Rob Crowell
Rob Crowell

Reputation: 1485

Pipe a script into bash?

Is there a difference between:

$ bash ~/script.sh

and:

$ cat ~/script.sh | bash

They seem to behave slightly differently, and I can't quite figure out what is going on. My script.sh contains several lines of bash, but it seems to abort early when I pipe it into bash (but runs to completion when I run the script directly).

What's the difference in running the script in these two ways?

Furthermore, when I use <, the behavior is the same as the first example (runs to completion):

bash <( ~/script.sh )

The script is along the lines of

set -eux
ssh CLUSTER_0_SERVER_0 "do_something" || ssh CLUSTER_0_SERVER_1 "do_something"
ssh CLUSTER_1_SERVER_0 "do_something" || ssh CLUSTER_1_SERVER_1 "do_something"

Upvotes: 3

Views: 12671

Answers (1)

Mihai Maruseac
Mihai Maruseac

Reputation: 21435

Your ways of running the same script are all different in semantics.

See for example this simple script:

#!/bin/bash
echo $$
ssh 127.0.0.1
echo $$

Running it directly will execute all of the lines inside and both echo invocations will print the same PID: everything is a single process which runs the commands inside the script, one by one.

Running it via cat ./script.sh | bash creates two different processes in the beginning: one for doing the cat and one for bash.
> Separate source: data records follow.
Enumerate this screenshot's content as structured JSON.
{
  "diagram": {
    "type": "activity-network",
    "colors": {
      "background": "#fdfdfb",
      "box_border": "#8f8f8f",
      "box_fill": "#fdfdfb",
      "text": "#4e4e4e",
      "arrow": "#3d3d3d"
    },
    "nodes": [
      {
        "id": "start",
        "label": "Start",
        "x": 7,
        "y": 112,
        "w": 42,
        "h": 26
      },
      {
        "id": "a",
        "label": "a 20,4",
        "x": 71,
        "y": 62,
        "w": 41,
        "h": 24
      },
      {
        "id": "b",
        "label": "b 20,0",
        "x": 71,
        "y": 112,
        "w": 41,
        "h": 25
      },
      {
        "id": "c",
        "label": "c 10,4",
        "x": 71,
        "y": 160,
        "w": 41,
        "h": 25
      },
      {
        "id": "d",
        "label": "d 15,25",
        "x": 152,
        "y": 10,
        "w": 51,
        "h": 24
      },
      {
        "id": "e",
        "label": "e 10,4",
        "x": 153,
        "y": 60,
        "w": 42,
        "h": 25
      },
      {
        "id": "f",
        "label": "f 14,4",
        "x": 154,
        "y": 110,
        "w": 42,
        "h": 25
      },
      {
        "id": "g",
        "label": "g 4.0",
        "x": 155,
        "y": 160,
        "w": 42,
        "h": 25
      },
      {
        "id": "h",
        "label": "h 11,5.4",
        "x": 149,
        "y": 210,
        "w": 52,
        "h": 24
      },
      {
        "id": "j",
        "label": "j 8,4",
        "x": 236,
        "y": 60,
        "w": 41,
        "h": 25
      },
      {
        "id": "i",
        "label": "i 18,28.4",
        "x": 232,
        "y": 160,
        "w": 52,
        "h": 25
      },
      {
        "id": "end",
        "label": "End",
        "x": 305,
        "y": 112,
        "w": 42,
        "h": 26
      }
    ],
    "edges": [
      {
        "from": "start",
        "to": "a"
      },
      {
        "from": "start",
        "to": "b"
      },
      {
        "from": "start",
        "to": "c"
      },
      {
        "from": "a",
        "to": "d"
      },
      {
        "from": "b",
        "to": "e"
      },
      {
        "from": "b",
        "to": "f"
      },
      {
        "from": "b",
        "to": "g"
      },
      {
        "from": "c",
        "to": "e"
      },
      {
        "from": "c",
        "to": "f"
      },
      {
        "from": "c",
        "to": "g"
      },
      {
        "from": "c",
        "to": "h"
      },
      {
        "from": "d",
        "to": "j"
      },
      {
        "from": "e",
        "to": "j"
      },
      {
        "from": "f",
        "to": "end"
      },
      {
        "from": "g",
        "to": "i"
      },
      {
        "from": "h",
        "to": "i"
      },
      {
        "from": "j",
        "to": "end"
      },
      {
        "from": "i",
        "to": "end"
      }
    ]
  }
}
However, when the bash interpreter reads and executes the ssh command you get an error (if the ssh is not configured to not print it):

Pseudo-terminal will not be allocated because stdin is not a terminal

and then you get a login to the machine and it leaves immediately, killing the current process. Thus, the second value is a different PID. In your case, you have two ssh commands linked by a conditional operator. However, since after the first one the interpreter is killed there is no way the second command will be executed. That's why you'll get only the *_SERVER_0 ssh commands executed.

The third case works but only by mistake. The <( cmd ) construct means executing cmd and passing its output as a file argument to the caller. In your case, the script doesn't print anything so that's why you don't see any error. Running the example script you'll get errors like:

/dev/fd/63: line 1: 29355: command not found

The fourth case (suggested in the comments) bash < script is just the same as cat script | bash.

The proper way to run bash scripts is via bash script or ./script (and shebang). If you want to run the instructions in the same process you can also use . script (source) All others might work or not, depending on some lucky side effects (in general they should not work).